VERY RARE!  Offered is an original Antique ~1880s Studio Portrait Photo on a stiff card featuring William R. Day (1849-1923), who was a United States Diplomat and Supreme Court Associate Justice.  Day boldly signed at the lower part of the card beneath the photo in black ink.  Signed photos of Day are not common!  

Fully authenticated and encapsulated by PSA/DNA.   

Photographer: Eug. Pirou, 5 Bard St, Paris

Card Size: 5.25" x 7.25". This Studio Portrait Photo on Card was a style of photograph which was widely used for photographic portraiture after 1870. It consisted of a thin photograph mounted on a card.

Card Condition: EX+, with minor surface wear and hand marking on verso.  Excellently preserved!

Background InfoWilliam Rufus Day (April 17, 1849 – July 9, 1923) was an American diplomat and jurist who served as an associate justice of the Supreme Court of the United States from 1903 to 1922. Prior to his service on the Supreme Court, Day served as United States Secretary of State during the administration of President William McKinley. He also served as a United States circuit judge of the United States Court of Appeals for the Sixth Circuit and the United States Circuit Courts for the Sixth Circuit.

William Rufus Day was born on April 17, 1849, in Ravenna, Ohio, one of the children of Emily (née Spaulding) and Judge Luther Day of the Ohio Supreme Court. His maternal grandfather Rufus P. Spalding was also a judge of the Ohio Supreme Court. He graduated with a Bachelor of Science degree from the University of Michigan in 1870, spent a year studying law with attorney and Judge George F. Robinson, and then a year at the University of Michigan Law School. He was admitted to the bar on July 5, 1872, and settled in Canton, Ohio, where he began practicing law in partnership with William A. Lynch. For twenty-five years, Day worked as a criminal defense and corporate lawyer in the growing industrial town while participating in Republican politics.

During these years, Day became a good friend of William McKinley. Day became McKinley's legal and political adviser during McKinley's candidacies for the Congress, the Governorship of Ohio, and the Presidency of the United States. After he won the Presidency, McKinley appointed Day to be Assistant Secretary of State under Secretary of State John Sherman. Sherman was considered to be ineffective because of declining health and failing memory, and in 1898, President McKinley replaced Sherman with Day.

Five months later, Day vacated his cabinet position to helm the United States Peace Commission formed to negotiate an end to the Spanish–American War with Spain. After the Spanish–American War was declared, Day had argued that the Spanish colonies, other than Cuba, should be returned to Spain, contrary to McKinley's decision that the United States should take over from Spain control of the Philippines, Puerto Rico, and Guam. Day, however, negotiated peace with Spain on McKinley's harsher terms. Day was worried the terms McKinley was insisting on would be "humiliating" to Spain, and for that reason Spain would not agree to them. Ultimately Spain did submit to McKinley's "painfully harsh" terms. His final diplomatic effort was to lead the United States Peace Commission to Paris and sign the treaty ending the war.

Day retired from the court on November 13, 1922, and briefly served as an Umpire of the Mixed Claims Commission to Adjudicate War Claims against Germany. He died on July 9, 1923.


## What this task involves
If a line in the entries below holds the string "series", copy it.

** Data for this task follows **

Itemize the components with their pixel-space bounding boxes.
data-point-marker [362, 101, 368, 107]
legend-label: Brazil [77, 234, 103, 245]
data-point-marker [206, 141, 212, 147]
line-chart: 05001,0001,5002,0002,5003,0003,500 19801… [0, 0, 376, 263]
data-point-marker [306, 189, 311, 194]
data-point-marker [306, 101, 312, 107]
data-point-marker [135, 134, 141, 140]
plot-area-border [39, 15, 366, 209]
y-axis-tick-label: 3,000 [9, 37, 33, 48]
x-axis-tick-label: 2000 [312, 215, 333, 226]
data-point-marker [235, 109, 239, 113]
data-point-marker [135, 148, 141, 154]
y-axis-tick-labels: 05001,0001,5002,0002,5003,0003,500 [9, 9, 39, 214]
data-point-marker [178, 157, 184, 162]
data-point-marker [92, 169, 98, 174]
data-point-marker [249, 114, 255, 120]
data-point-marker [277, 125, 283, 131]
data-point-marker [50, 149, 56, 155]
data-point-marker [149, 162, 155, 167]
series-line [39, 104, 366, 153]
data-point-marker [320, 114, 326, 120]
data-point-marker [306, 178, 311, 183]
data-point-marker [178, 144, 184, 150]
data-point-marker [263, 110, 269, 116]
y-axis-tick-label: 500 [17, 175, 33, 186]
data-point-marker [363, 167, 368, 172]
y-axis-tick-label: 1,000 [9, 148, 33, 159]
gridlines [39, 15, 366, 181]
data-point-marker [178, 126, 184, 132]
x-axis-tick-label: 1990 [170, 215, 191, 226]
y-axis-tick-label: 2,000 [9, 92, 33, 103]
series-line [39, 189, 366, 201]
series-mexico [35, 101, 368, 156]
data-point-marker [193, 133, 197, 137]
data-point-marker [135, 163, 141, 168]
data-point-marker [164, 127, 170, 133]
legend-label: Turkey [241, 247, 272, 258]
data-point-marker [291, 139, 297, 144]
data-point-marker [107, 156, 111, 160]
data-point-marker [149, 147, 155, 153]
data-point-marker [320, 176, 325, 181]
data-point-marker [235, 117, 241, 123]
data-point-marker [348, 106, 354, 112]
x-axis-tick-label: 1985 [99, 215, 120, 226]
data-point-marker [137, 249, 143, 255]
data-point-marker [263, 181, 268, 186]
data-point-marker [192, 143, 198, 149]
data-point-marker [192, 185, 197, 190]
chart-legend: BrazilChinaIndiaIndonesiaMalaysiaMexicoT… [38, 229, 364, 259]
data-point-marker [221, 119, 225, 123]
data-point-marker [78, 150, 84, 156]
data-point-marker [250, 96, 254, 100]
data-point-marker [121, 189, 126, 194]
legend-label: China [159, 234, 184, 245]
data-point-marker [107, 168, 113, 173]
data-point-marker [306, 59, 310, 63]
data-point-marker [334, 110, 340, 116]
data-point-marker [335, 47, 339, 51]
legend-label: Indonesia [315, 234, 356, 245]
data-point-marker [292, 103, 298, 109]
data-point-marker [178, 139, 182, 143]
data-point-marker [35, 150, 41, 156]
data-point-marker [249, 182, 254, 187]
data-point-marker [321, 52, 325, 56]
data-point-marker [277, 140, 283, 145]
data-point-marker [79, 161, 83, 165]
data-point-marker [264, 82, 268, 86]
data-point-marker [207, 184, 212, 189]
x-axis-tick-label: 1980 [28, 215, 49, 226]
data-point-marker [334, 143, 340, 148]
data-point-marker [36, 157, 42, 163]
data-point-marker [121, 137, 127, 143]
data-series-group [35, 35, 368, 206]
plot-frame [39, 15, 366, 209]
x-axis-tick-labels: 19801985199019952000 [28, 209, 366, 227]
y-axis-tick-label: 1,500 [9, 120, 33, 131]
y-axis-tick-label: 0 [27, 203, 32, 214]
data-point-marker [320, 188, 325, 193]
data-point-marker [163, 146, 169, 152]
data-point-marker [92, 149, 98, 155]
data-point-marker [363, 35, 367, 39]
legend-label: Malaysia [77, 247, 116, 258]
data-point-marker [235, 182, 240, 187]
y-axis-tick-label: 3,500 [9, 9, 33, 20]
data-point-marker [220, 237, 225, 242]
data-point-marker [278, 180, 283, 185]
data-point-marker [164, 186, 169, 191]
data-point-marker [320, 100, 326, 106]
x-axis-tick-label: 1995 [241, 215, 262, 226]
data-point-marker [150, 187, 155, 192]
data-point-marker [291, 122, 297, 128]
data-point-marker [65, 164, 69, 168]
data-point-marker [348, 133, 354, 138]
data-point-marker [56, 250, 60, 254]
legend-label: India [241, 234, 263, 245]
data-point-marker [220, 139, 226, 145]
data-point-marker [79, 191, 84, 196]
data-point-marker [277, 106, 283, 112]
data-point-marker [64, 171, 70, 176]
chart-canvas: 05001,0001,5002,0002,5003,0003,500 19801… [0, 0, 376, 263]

** End of Data for this task **

## Answer to this task
series-line [39, 104, 366, 153]
series-line [39, 189, 366, 201]
series-mexico [35, 101, 368, 156]
data-series-group [35, 35, 368, 206]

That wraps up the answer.